In the wake of SBF’s bizarre and somewhat self-aggrandizing tweets, FTX’s new management released a statement that the former CEO was no longer acting on behalf of the company. More damning, a series of SBF’s Twitter DM’s with a Vox reporter exposed his true character: prior political donations and advocacy in Washington were “just PR”; regulators “don’t protect customers at all”; his biggest mistake was filing for bankruptcy, and “everything would be ~70% fixed” if he hadn’t. SBF also seemed to suggest that winning by any means is better than being clean and losing.

In response to the FTX bankruptcy, contagion spread, forcing institutional lender Genesis to pause customer withdrawals and curtail its retail crypto lending product. We expect other counterparties to surface as more details surrounding FTX and Alameda’s dealings emerge.
That said, our conviction in decentralized and transparent public blockchains is as strong as ever. In this case and others, decentralization and transparency are paramount as antidotes to the gross mismanagement associated with centralized intermediaries, not to mention fraudulent centralized intermediaries.​


FOUR SILOS FOR RECOVERY PURPOSES
 
That said, our conviction in decentralized and transparent public blockchains is as strong as ever.
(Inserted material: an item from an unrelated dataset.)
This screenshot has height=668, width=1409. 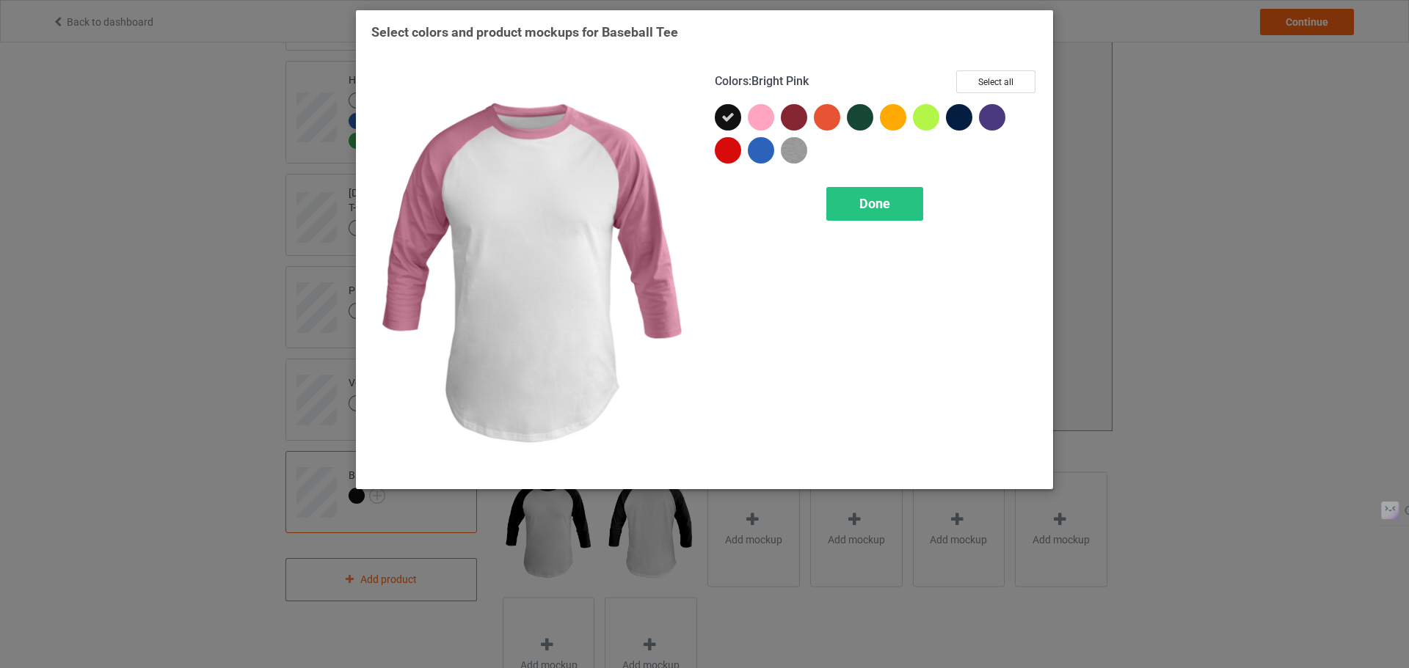 I want to click on span: Colors, so click(x=731, y=81).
In this case and others, decentralization and transparency are paramount as antidotes to the gross mismanagement associated with centralized intermediaries, not to mention fraudulent centralized intermediaries.

This would have to be one of the funniest things I have read when taken in the context of what has apparently occurred with FTX.

I've never placed money in crypto as I just do not understand what it is for. Many have attempted to explain it to me but it goes right over my head.